On Friday night, Leonor got confirmation from the state health department that they actually were combining the two test figures in daily reports. She wanted to see if the percent positivity rate, the percent of all tests that turn positive for COVID-19, had been affected.
“When you have too many tests compared to fewer positive cases, then that number is thrown off,” Leonor said. “And those are the figures that they [state officials] are using to make decisions about when we reopen and how we do it. And so I think just making sure that the public has accurate data, but also that officials themselves are keeping it in a way that is in line with public health standards is really important, and I think is kind of the key to making sure that we move forward in a way that's safe for everyone.”

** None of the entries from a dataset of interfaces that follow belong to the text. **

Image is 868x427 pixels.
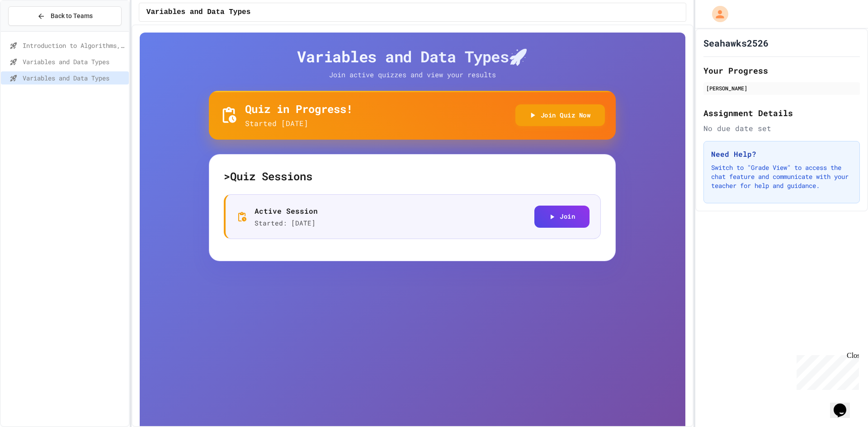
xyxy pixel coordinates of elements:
p: Started: [DATE] [254,218,318,229]
p: Switch to "Grade View" to access the chat feature and communicate with your teacher for help and ... [712,163,853,190]
button: Join Quiz Now [515,105,605,127]
iframe: chat widget [794,352,859,390]
p: Join active quizzes and view your results [310,69,514,80]
h2: Your Progress [704,64,860,77]
button: Join [535,206,590,228]
h3: Need Help? [712,149,853,159]
h5: > Quiz Sessions [224,169,601,184]
h1: Seahawks2526 [704,37,768,49]
iframe: chat widget [830,391,859,418]
h5: Quiz in Progress! [245,102,353,117]
span: Variables and Data Types [23,73,125,83]
p: Active Session [254,206,318,217]
div: [PERSON_NAME] [706,84,858,92]
span: Variables and Data Types [147,7,251,18]
h2: Assignment Details [704,107,860,119]
p: Started [DATE] [245,118,353,129]
div: No due date set [704,123,860,134]
div: My Account [703,4,731,24]
button: Back to Teams [8,7,122,26]
span: Back to Teams [51,11,93,21]
span: Variables and Data Types [23,57,125,66]
div: Chat with us now!Close [4,4,63,58]
h4: Variables and Data Types 🚀 [209,47,616,66]
span: Introduction to Algorithms, Programming, and Compilers [23,41,125,50]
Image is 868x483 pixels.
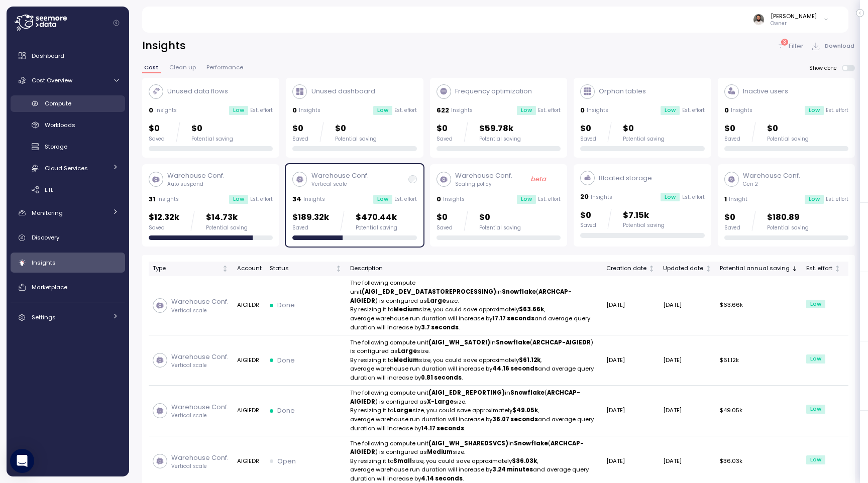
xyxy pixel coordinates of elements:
[292,194,301,205] p: 34
[350,356,599,365] p: By resizing it to size, you could save approximately ,
[682,107,705,114] p: Est. effort
[514,439,548,447] strong: Snowflake
[149,122,165,136] p: $0
[428,388,505,396] strong: (AIGI_EDR_REPORTING)
[531,174,546,184] p: beta
[807,354,826,364] div: Low
[437,122,452,136] p: $0
[510,388,545,396] strong: Snowflake
[659,261,716,276] th: Updated dateNot sorted
[356,211,397,224] p: $470.44k
[157,196,179,203] p: Insights
[350,439,584,456] strong: ARCHCAP-AIGIEDR
[659,276,716,335] td: [DATE]
[539,196,561,203] p: Est. effort
[591,193,613,201] p: Insights
[661,193,680,202] div: Low
[805,195,824,204] div: Low
[311,180,369,187] p: Vertical scale
[229,195,249,204] div: Low
[807,300,826,309] div: Low
[443,196,465,203] p: Insights
[250,107,273,114] p: Est. effort
[724,106,729,115] p: 0
[336,122,377,136] p: $0
[350,415,599,433] p: average warehouse run duration will increase by and average query duration will increase by .
[791,265,798,272] div: Sorted descending
[169,64,196,70] span: Clean up
[767,122,809,136] p: $0
[803,261,846,276] th: Est. effortNot sorted
[437,136,452,143] div: Saved
[10,228,125,248] a: Discovery
[826,196,849,203] p: Est. effort
[659,386,716,437] td: [DATE]
[789,41,804,52] p: Filter
[720,264,790,273] div: Potential annual saving
[362,288,496,296] strong: (AIGI_EDR_DEV_DATASTOREPROCESSING)
[356,224,397,231] div: Potential saving
[437,194,441,205] p: 0
[350,264,599,273] div: Description
[805,106,824,115] div: Low
[455,171,513,180] p: Warehouse Conf.
[393,457,412,465] strong: Small
[743,180,801,187] p: Gen 2
[10,203,125,223] a: Monitoring
[393,305,419,314] strong: Medium
[10,95,125,112] a: Compute
[45,164,88,172] span: Cloud Services
[10,117,125,133] a: Workloads
[659,335,716,386] td: [DATE]
[45,143,67,150] span: Storage
[350,339,599,356] p: The following compute unit in ( ) is configured as size.
[437,224,452,231] div: Saved
[581,136,596,143] div: Saved
[502,288,536,296] strong: Snowflake
[149,106,153,115] p: 0
[724,122,741,136] p: $0
[10,70,125,90] a: Cost Overview
[171,402,229,413] p: Warehouse Conf.
[767,211,809,224] p: $180.89
[519,305,545,314] strong: $63.66k
[422,474,463,482] strong: 4.14 seconds
[266,261,346,276] th: StatusNot sorted
[649,265,656,272] div: Not sorted
[250,196,273,203] p: Est. effort
[10,308,125,327] a: Settings
[171,463,229,470] p: Vertical scale
[32,259,56,266] span: Insights
[724,224,741,231] div: Saved
[336,265,342,272] div: Not sorted
[479,224,521,231] div: Potential saving
[222,265,229,272] div: Not sorted
[437,211,452,224] p: $0
[492,415,539,423] strong: 36.07 seconds
[581,222,596,229] div: Saved
[807,405,826,413] div: Low
[192,136,233,143] div: Potential saving
[455,86,532,96] p: Frequency optimization
[724,211,741,224] p: $0
[705,265,712,272] div: Not sorted
[350,315,599,332] p: average warehouse run duration will increase by and average query duration will increase by .
[350,388,581,406] strong: ARCHCAP-AIGIEDR
[149,136,165,143] div: Saved
[45,186,53,193] span: ETL
[32,283,67,291] span: Marketplace
[292,224,329,231] div: Saved
[517,195,536,204] div: Low
[168,86,228,96] p: Unused data flows
[350,466,599,483] p: average warehouse run duration will increase by and average query duration will increase by .
[393,407,413,414] strong: Large
[350,278,599,305] p: The following compute unit in ( ) is configured as size.
[206,64,243,70] span: Performance
[517,106,536,115] div: Low
[716,335,803,386] td: $61.12k
[807,455,826,464] div: Low
[149,211,180,224] p: $12.32k
[661,106,680,115] div: Low
[767,136,809,143] div: Potential saving
[45,100,71,107] span: Compute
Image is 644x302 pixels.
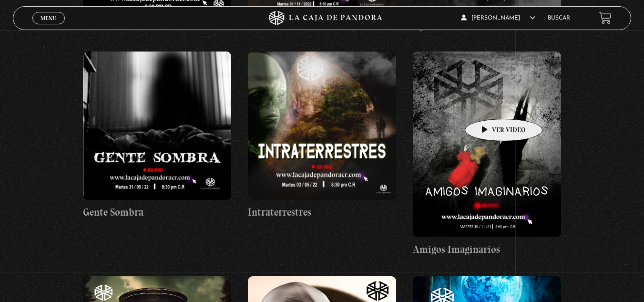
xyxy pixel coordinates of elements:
a: Amigos Imaginarios [413,51,561,257]
span: Cerrar [37,23,59,30]
h4: Gente Sombra [83,204,231,219]
span: [PERSON_NAME] [461,15,535,21]
a: View your shopping cart [598,11,612,24]
a: Gente Sombra [83,51,231,219]
span: Menu [41,15,56,21]
a: Intraterrestres [248,51,396,219]
h4: Intraterrestres [248,204,396,219]
a: Buscar [548,15,570,21]
h4: Amigos Imaginarios [413,242,561,257]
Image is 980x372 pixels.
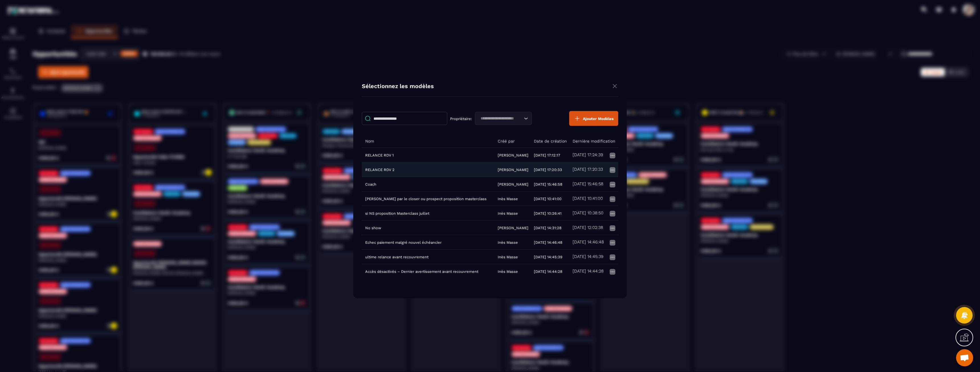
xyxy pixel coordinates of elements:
[362,191,494,206] td: [PERSON_NAME] par le closer ou prospect proposition masterclass
[569,134,618,148] th: Dernière modification
[362,221,494,235] td: No show
[609,166,616,173] img: more icon
[494,134,530,148] th: Créé par
[609,196,616,203] img: more icon
[573,196,603,201] h5: [DATE] 10:41:00
[450,116,472,121] p: Propriétaire:
[573,210,604,216] h5: [DATE] 10:38:50
[494,162,530,177] td: [PERSON_NAME]
[362,206,494,221] td: si NS proposition Masterclass juillet
[573,253,604,260] h5: [DATE] 14:45:39
[494,235,530,249] td: Inès Masse
[530,134,569,148] th: Date de création
[494,206,530,221] td: Inès Masse
[569,111,618,126] button: Ajouter Modèles
[609,269,616,275] img: more icon
[362,235,494,249] td: Echec paiement malgré nouvel échéancier
[956,349,973,367] a: Ouvrir le chat
[494,221,530,235] td: [PERSON_NAME]
[478,115,522,121] input: Search for option
[530,177,569,191] td: [DATE] 15:46:58
[494,148,530,162] td: [PERSON_NAME]
[494,264,530,279] td: Inès Masse
[573,181,604,187] h5: [DATE] 15:46:58
[530,191,569,206] td: [DATE] 10:41:00
[494,191,530,206] td: Inès Masse
[530,206,569,221] td: [DATE] 10:26:41
[362,148,494,162] td: RELANCE RDV 1
[475,112,532,125] div: Search for option
[609,239,616,246] img: more icon
[530,264,569,279] td: [DATE] 14:44:28
[573,239,604,245] h5: [DATE] 14:46:48
[530,162,569,177] td: [DATE] 17:20:33
[609,210,616,217] img: more icon
[530,249,569,264] td: [DATE] 14:45:39
[573,225,603,230] h5: [DATE] 12:02:38
[573,152,603,158] h5: [DATE] 17:24:39
[362,162,494,177] td: RELANCE RDV 2
[609,152,616,159] img: more icon
[530,235,569,249] td: [DATE] 14:46:48
[609,253,616,260] img: more icon
[609,225,616,232] img: more icon
[362,264,494,279] td: Accès désactivés – Dernier avertissement avant recouvrement
[609,181,616,188] img: more icon
[530,221,569,235] td: [DATE] 14:31:28
[573,269,604,274] h5: [DATE] 14:44:28
[583,116,614,121] span: Ajouter Modèles
[611,82,618,90] img: close
[362,177,494,191] td: Coach
[573,115,580,122] img: plus
[573,166,603,172] h5: [DATE] 17:20:33
[530,148,569,162] td: [DATE] 17:12:17
[494,249,530,264] td: Inès Masse
[362,82,434,90] h4: Sélectionnez les modèles
[494,177,530,191] td: [PERSON_NAME]
[362,249,494,264] td: ultime relance avant recouvrement
[362,134,494,148] th: Nom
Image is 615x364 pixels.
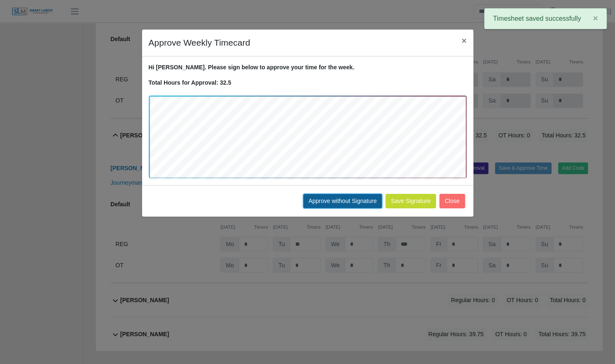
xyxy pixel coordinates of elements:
[148,36,250,50] h4: Approve Weekly Timecard
[484,9,606,29] div: Timesheet saved successfully
[385,194,436,208] button: Save Signature
[461,36,466,45] span: ×
[148,64,354,71] strong: Hi [PERSON_NAME]. Please sign below to approve your time for the week.
[303,194,382,208] button: Approve without Signature
[148,79,231,86] strong: Total Hours for Approval: 32.5
[592,13,598,23] span: ×
[455,30,473,52] button: Close
[439,194,465,208] button: Close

The state department of health, in its release Thursday morning, says there is “minimal change in the percent positive of tests and no difference in overall trends,” despite an increase in the number of antibody tests the state says were utilized -- and reported -- in the past three weeks. Over the past two weeks, antibody tests accounted for 14 percent of all tests reported by the state. The week before that, antibody tests accounted for 12 percent.
The release also states that “the Virginia Department of Health defines a case as confirmed when there is a positive PCR test.” Dr. Karen Remley, who leads Virginia’s COVID-19 testing work group, told VPM Tuesday she learned about the reporting of test types together like everyone else, but said “classic epidemiology” explained why the state was tracking multiple types of tests.
“The serology tests are included in the test numbers because the tests -- it's classic epidemiology -- look at the number of cases,” Remley said. “And so how you get to that case can be by an antigen test, or an antibody test can help inform that.” She did say that the figures should be reported separately, however.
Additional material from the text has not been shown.